{"title":"“Accidents will happen”: Dickens’s Comical Mishaps","authors":"T. Wagner","doi":"10.1353/dqt.2023.a904839","DOIUrl":null,"url":null,"abstract":"Abstract:This article critically unpacks the complex narrative potential that mishaps fulfil in Dickens’s fiction. It parses the way comedy works in his depiction of the various accidents of daily life and explores how their shifting narrative functions influentially shaped the representation of personal misfortune and social ethics at a time that saw competing interpretative frameworks of why accidents happen.
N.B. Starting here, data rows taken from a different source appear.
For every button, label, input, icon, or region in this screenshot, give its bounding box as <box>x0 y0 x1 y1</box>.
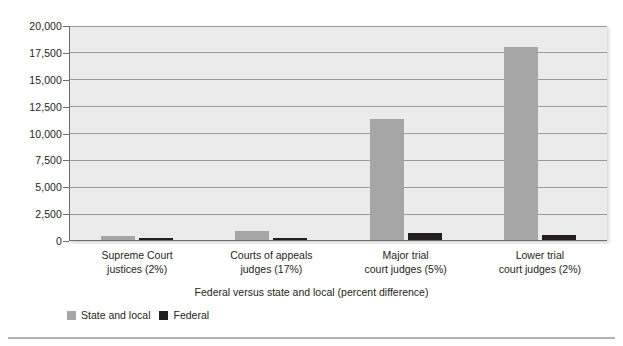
bar-state-and-local <box>504 47 538 241</box>
bar-group <box>70 26 204 240</box>
bar-group <box>473 26 607 240</box>
x-tick-label: Supreme Courtjustices (2%) <box>70 249 204 276</box>
x-tick-label: Major trialcourt judges (5%) <box>339 249 473 276</box>
y-tick-label: 2,500 <box>4 209 62 219</box>
x-tick-label: Courts of appealsjudges (17%) <box>204 249 338 276</box>
legend-swatch-icon-federal <box>159 311 168 320</box>
y-tick-mark <box>63 241 69 242</box>
bar-federal <box>273 238 307 240</box>
x-axis-title: Federal versus state and local (percent … <box>0 286 623 298</box>
bar-federal <box>139 238 173 240</box>
y-tick-label: 15,000 <box>4 75 62 85</box>
legend-item-state-and-local: State and local <box>67 309 150 321</box>
legend-label-federal: Federal <box>173 309 209 321</box>
chart-legend: State and local Federal <box>67 309 209 321</box>
y-tick-label: 17,500 <box>4 48 62 58</box>
bar-chart-figure: 02,5005,0007,50010,00012,50015,00017,500… <box>0 0 623 346</box>
bar-state-and-local <box>235 231 269 240</box>
bar-group <box>339 26 473 240</box>
y-tick-label: 10,000 <box>4 129 62 139</box>
legend-item-federal: Federal <box>159 309 209 321</box>
y-tick-label: 0 <box>4 236 62 246</box>
bar-group <box>204 26 338 240</box>
bar-state-and-local <box>370 119 404 240</box>
y-tick-label: 7,500 <box>4 155 62 165</box>
bar-federal <box>408 233 442 240</box>
y-axis: 02,5005,0007,50010,00012,50015,00017,500… <box>0 26 62 241</box>
bars-layer <box>70 26 607 240</box>
legend-label-state-and-local: State and local <box>81 309 150 321</box>
y-tick-label: 12,500 <box>4 102 62 112</box>
footer-divider <box>8 337 615 339</box>
y-tick-label: 20,000 <box>4 21 62 31</box>
bar-federal <box>542 235 576 240</box>
bar-state-and-local <box>101 236 135 240</box>
y-tick-label: 5,000 <box>4 182 62 192</box>
x-axis-category-labels: Supreme Courtjustices (2%)Courts of appe… <box>70 249 607 283</box>
x-tick-label: Lower trialcourt judges (2%) <box>473 249 607 276</box>
legend-swatch-icon-state-and-local <box>67 311 76 320</box>
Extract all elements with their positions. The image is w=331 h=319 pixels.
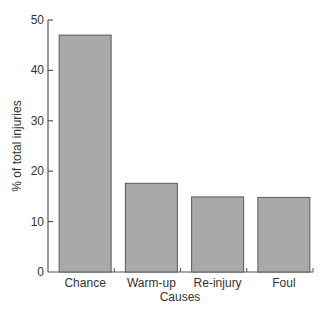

Situating Dickens’s fictional mishaps amidst the changing concepts of the accidental in the nineteenth century, I trace how he creates comedy based on pantomimic transformations in The Pickwick Papers, and how this mode continues to operate in his writing. Martin Chuzzlewit then marks a turning-point in prefiguring sensational representations of seeming household accidents. In Dickens’s later novels, the comedy of accidents shifts towards a parodic engagement with specific – individual and institutional – interpretations. Thus, in Little Dorrit, accidents and their misinterpretations comically complicate competing ideas of probability, misfortune, and poetic justice.","PeriodicalId":41747,"journal":{"name":"DICKENS QUARTERLY","volume":null,"pages":null},"PeriodicalIF":0.7000,"publicationDate":"2023-08-18","publicationTypes":"Journal Article","fieldsOfStudy":null,"isOpenAccess":false,"openAccessPdf":"","citationCount":"0","resultStr":null,"platform":"Semanticscholar","paperid":null,"PeriodicalName":"DICKENS QUARTERLY","FirstCategoryId":"1085","ListUrlMain":"https://doi.org/10.1353/dqt.2023.a904839","RegionNum":1,"RegionCategory":"文学","ArticlePicture":[],"TitleCN":null,"AbstractTextCN":null,"PMCID":null,"EPubDate":"","PubModel":"","JCR":"0","JCRName":"LITERATURE, BRITISH ISLES","Score":null,"Total":0}
引用次数: 0
Abstract
Abstract:This article critically unpacks the complex narrative potential that mishaps fulfil in Dickens’s fiction. It parses the way comedy works in his depiction of the various accidents of daily life and explores how their shifting narrative functions influentially shaped the representation of personal misfortune and social ethics at a time that saw competing interpretative frameworks of why accidents happen. Situating Dickens’s fictional mishaps amidst the changing concepts of the accidental in the nineteenth century, I trace how he creates comedy based on pantomimic transformations in The Pickwick Papers, and how this mode continues to operate in his writing. Martin Chuzzlewit then marks a turning-point in prefiguring sensational representations of seeming household accidents. In Dickens’s later novels, the comedy of accidents shifts towards a parodic engagement with specific – individual and institutional – interpretations. Thus, in Little Dorrit, accidents and their misinterpretations comically complicate competing ideas of probability, misfortune, and poetic justice.